BP Oil Spill: Two Years Later, Dispersants' Effects Still a Mystery
July 9, 2012— -- Two years ago this week, the wellhead that ruptured on the sea floor of the Gulf of Mexico, sending 4.9 million barrels of oil into the water, was capped. After three months, the end of the largest oil spill in the industry's history was in sight.
With the help of nearly 2 million gallons of toxic chemicals known as dispersants, BP and government agencies involved in the response managed to prevent most of the oil from reaching the shoreline. But while the Gulf Coast's seafood and tourism industries are slowly recovering, the effects of those dispersants — used underwater for the first time ever — remain murky.
"My stomach churns when I hear people say, 'We dodged a bullet,' because I've heard it so many times, but we shouldn't be so quick to wave this off," said James Cowan, a professor at Louisiana State University's School of the Coast and Environment. "This notion of 'Come back to the Gulf, eat seafood, it's fine' is a problem."
The health risks of dispersants used in the response to the Deepwater Horizon spill are not yet fully known, said Cheryl Murphy, an environmental toxicologist at Michigan State University, in part because the contamination that began in phytoplankton may take years to rise up the food chain to the seafood eaten by humans.
Scientists are already spotting red flags. Cowan said the rates of dolphin and sea turtle deaths have risen to highly unusual levels in the Gulf of Mexico.
There is also clear evidence, he said, that contamination has been making strides up the food chain, with 2 to 5 percent of the gulf fish population affected. His greatest worry now, he said, is for fishermen who handle fish with lesions containing highly concentrated pathogens linked to the dispersants, which accelerate the breakup of oil.
Significant gaps remain in researchers' understanding of the dispersants' environmental consequences, according to a report released by the Government Accountability Office earlier this month. Despite $15.5 million in federal funding for studies on dispersants — including $8 million since the gulf spill — scientists have yet to answer basic questions about how the chemicals affect underwater environments and what their potential risks to human health may be as the chemicals and their combinations with oil droplets move up the food chain.
The main dispersant used in the spill response was Corexit, a cocktail of 57 chemicals manufactured by Illinois-based Nalco. It was neither the most effective nor the least toxic oil dispersants, and it is banned from use in oil spills in the United Kingdom and Canada. But BP claimed that only Nalco could provide the quantities of dispersant needed the week of the disaster. By the time the well was capped, about 1.1 million gallons of dispersants were sprayed at the wellhead in addition to the nearly 1 million gallons poured onto the surface.
On Aug. 2, 2010, the Environmental Protection Agency defended the use of dispersants, arguing that the threat they posed to the environment was no greater than that of the oil. But the picture is much more complicated than that, many scientists say.
When oil combines with the dispersant chemicals, the result is more toxic than either substance individually, and the depth at which dispersants were released raises concerns that currents are carrying their dangers far beyond the wellhead, Cowan said.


### About this exercise:
Copy out, from the data, each line containing the string "Number".

### Exercise data:
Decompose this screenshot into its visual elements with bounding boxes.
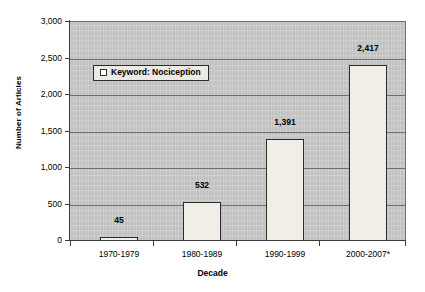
y-axis-title: Number of Articles bbox=[14, 63, 23, 163]
y-tick-label-2500: 2,500 bbox=[41, 53, 62, 63]
x-tick-mark-0 bbox=[70, 241, 71, 246]
y-tick-mark-500 bbox=[65, 204, 70, 205]
bar-value-label-2000-2007: 2,417 bbox=[357, 43, 378, 53]
y-tick-mark-1000 bbox=[65, 167, 70, 168]
y-tick-mark-3000 bbox=[65, 21, 70, 22]
bar-value-label-1970-1979: 45 bbox=[114, 215, 123, 225]
y-tick-mark-2000 bbox=[65, 94, 70, 95]
plot-area bbox=[70, 21, 406, 241]
x-axis-title: Decade bbox=[0, 268, 425, 278]
y-tick-label-1000: 1,000 bbox=[41, 162, 62, 172]
legend-entry-label: Keyword: Nociception bbox=[111, 68, 201, 77]
y-tick-mark-2500 bbox=[65, 58, 70, 59]
chart-legend: Keyword: Nociception bbox=[93, 65, 209, 81]
bar-1980-1989 bbox=[183, 202, 221, 241]
x-tick-mark-1 bbox=[153, 241, 154, 246]
legend-swatch-icon bbox=[100, 69, 107, 76]
y-tick-label-2000: 2,000 bbox=[41, 89, 62, 99]
bar-2000-2007 bbox=[349, 65, 387, 241]
x-axis-line bbox=[69, 240, 406, 241]
bar-chart-figure: Number of Articles 3,000 2,500 2,000 1,5… bbox=[0, 0, 425, 292]
bar-value-label-1980-1989: 532 bbox=[195, 180, 209, 190]
x-tick-label-1980-1989: 1980-1989 bbox=[182, 249, 223, 259]
x-tick-label-2000-2007: 2000-2007* bbox=[346, 249, 390, 259]
y-tick-label-1500: 1,500 bbox=[41, 126, 62, 136]
gridline-2500 bbox=[70, 59, 405, 60]
y-tick-label-0: 0 bbox=[57, 235, 62, 245]
y-tick-label-3000: 3,000 bbox=[41, 16, 62, 26]
x-tick-mark-4 bbox=[405, 241, 406, 246]
bar-1990-1999 bbox=[266, 139, 304, 241]
x-tick-label-1990-1999: 1990-1999 bbox=[265, 249, 306, 259]
x-tick-mark-2 bbox=[236, 241, 237, 246]
y-tick-label-500: 500 bbox=[48, 199, 62, 209]
x-tick-mark-3 bbox=[319, 241, 320, 246]
y-tick-mark-1500 bbox=[65, 131, 70, 132]
bar-value-label-1990-1999: 1,391 bbox=[274, 117, 295, 127]
x-tick-label-1970-1979: 1970-1979 bbox=[99, 249, 140, 259]
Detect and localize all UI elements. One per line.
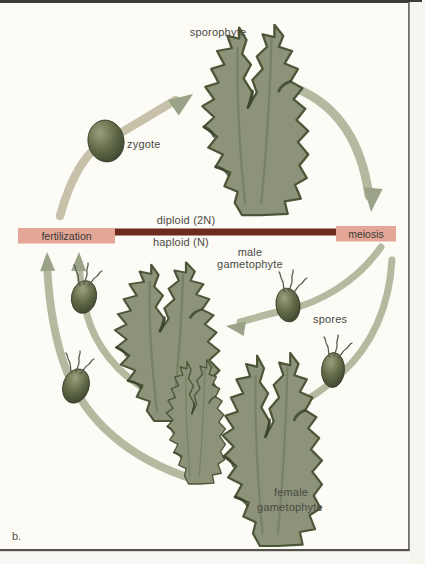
haploid-label: haploid (N) — [153, 236, 209, 248]
life-cycle-diagram: fertilization meiosis sporophyte zygote … — [0, 0, 425, 564]
female-gametophyte-label-line1: female — [274, 486, 308, 498]
female-gametophyte-label-line2: gametophyte — [257, 501, 323, 513]
frame-bottom-line — [0, 549, 410, 551]
sporophyte-label: sporophyte — [190, 26, 246, 38]
male-gametophyte-label-line2: gametophyte — [217, 258, 283, 270]
diploid-label: diploid (2N) — [157, 214, 216, 226]
figure-letter-label: b. — [12, 530, 21, 542]
male-gametophyte-label-line1: male — [238, 246, 263, 258]
outer-margin-bottom — [0, 552, 410, 564]
meiosis-label: meiosis — [348, 228, 384, 240]
outer-margin-right — [410, 2, 425, 564]
ploidy-divider-bar — [105, 229, 345, 236]
textbook-figure-page: fertilization meiosis sporophyte zygote … — [0, 0, 425, 564]
spores-label: spores — [313, 313, 348, 325]
frame-right-line — [408, 2, 410, 551]
zygote-label: zygote — [127, 138, 161, 150]
frame-top-line — [0, 0, 422, 3]
fertilization-label: fertilization — [41, 230, 91, 242]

### Reply to the task:
y-axis-title: Number of Articles bbox=[14, 63, 23, 163]
bar-chart-figure: Number of Articles 3,000 2,500 2,000 1,5… bbox=[0, 0, 425, 292]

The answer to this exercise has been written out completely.